Tip #24. Check the memory usage of an object
In Python 2.7, a 32-bit integer takes up 24 bytes; in Python 3.5, 28 bytes. To determine memory usage, we can call the getSizeof method:
In Python 2.7
import sys
x=1
print(sys.getsizeof(x))
#-> 24Copy the code
In Python 3.5
import sys
x=1
print(sys.getsizeof(x))
#-> 28Copy the code
Tip #25. Use__slots__
To reduce memory overhead
Have you noticed that your Python application takes up a lot of resources, especially memory? One trick is to use the __slots__ class variable to reduce memory overhead somewhat.
import sys class FileSystem(object): def __init__(self, files, folders, devices): self.files = files self.folders = folders self.devices = devices print(sys.getsizeof( FileSystem )) class FileSystem1(object): __slots__ = ['files', 'folders', 'devices'] def __init__(self, files, folders, devices): Files = files self. Folders = files self. Devices = devices print(sys.getsizeof(FileSystem1)) #In Python 3.5 #1-> 1016 # 2 - > 888Copy the code
Obviously, you can see from the results that there are savings in memory usage, but you should only use __slots__ when a class’s memory overhead is unnecessarily high. Use it only after performance analysis of the application, otherwise you’re just making the code hard to change without real benefit.
In my win10 PYTHon2.7, the above result is:
#In Python 2.7 win10
#1-> 896
#2-> 1016Copy the code
As a result, this comparison is not very convincing. Using __slots__ is mainly used to qualify information about attributes of objects, and it may be less expensive to generate many objects, as can be seen in the Python documentation:
The slots declaration takes a sequence of instance variables and reserves just enough space in each instance to hold a Value for each variable.

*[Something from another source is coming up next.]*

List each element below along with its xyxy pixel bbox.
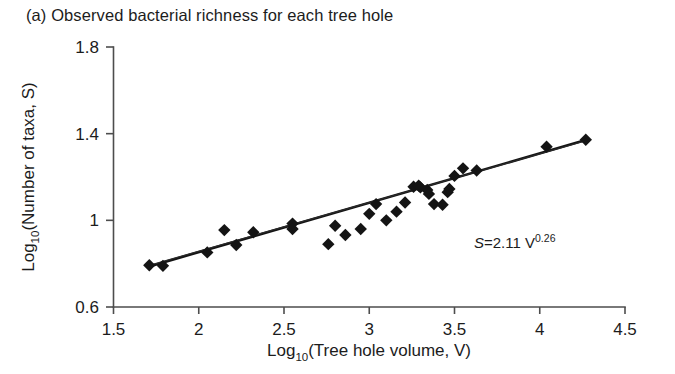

Space is saved because dict is not created for each instance.
Tip #26. Use lambda to mimic the output method
import sys lprint=lambda *args:sys.stdout.write(" ".join(map(str,args))) lprint("python", #-> Python tips 1000 1001Copy the code
Tip #27. Build a dictionary from two related sequences
t1 = (1, 2, 3)
t2 = (10, 20, 30)
print(dict (zip(t1,t2)))
#-> {1: 10, 2: 20, 3: 30}Copy the code
Tip #28. One line of code searches for multiple prefixes and suffixes of a string
print("http://www.google.com".startswith(("http://", "https://")))

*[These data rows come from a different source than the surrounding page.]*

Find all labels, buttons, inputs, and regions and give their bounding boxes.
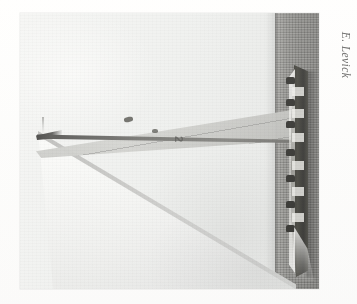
deck-highlight	[292, 133, 304, 142]
horizon-line	[275, 13, 278, 289]
crew-figure	[286, 149, 295, 156]
deck-highlight	[292, 213, 304, 222]
sail-marking: 2	[172, 130, 186, 148]
photographer-credit: E. Levick	[338, 22, 354, 88]
deck-highlight	[292, 187, 304, 196]
crew-figure	[286, 77, 295, 84]
photographer-credit-text: E. Levick	[340, 32, 352, 78]
crew-figure	[286, 201, 295, 208]
deck-highlight	[292, 161, 304, 170]
photographic-plate: 2 E. Levick	[0, 0, 357, 304]
horizon-haze	[265, 13, 275, 289]
crew-figure	[286, 175, 295, 182]
photograph: 2	[20, 13, 319, 289]
crew-figure	[286, 121, 295, 128]
crew-figure	[286, 225, 295, 232]
deck-highlight	[292, 109, 304, 118]
deck-highlight	[292, 87, 304, 96]
crew-figure	[286, 99, 295, 106]
sail-fitting-lower	[152, 129, 158, 133]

print("http://www.google.co.uk".endswith((".com", ".co.uk")))
#1-> True
#2-> TrueCopy the code
Tip #29. Don’t use loops to construct a list
import itertools
test = [[-1, -2], [30, 40], [25, 35]]
print(list(itertools.chain.from_iterable(test)))

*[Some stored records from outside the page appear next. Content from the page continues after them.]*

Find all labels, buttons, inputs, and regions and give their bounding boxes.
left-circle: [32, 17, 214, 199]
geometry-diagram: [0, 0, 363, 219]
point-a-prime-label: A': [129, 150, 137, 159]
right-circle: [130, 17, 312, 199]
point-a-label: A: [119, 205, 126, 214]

#-> [-1, -2, 30, 40, 25, 35]Copy the code
Tip #30. Implement a true switch-case statement in Python
The following code uses a dictionary to simulate constructing a switch-case.
def xswitch(x):
return xswitch._system_dict.get(x, None)
xswitch._system_dict = {'files': 10, 'folders': 5, 'devices': 2}
print(xswitch('default'))
print(xswitch('devices'))
#1-> None
#2-> 2Copy the code
Conclusion – Basic Python tips and tricks for programmers
We hope that the basic Python tips and tricks mentioned above will help you accomplish tasks quickly and efficiently, and that you can use them in your assignments and projects.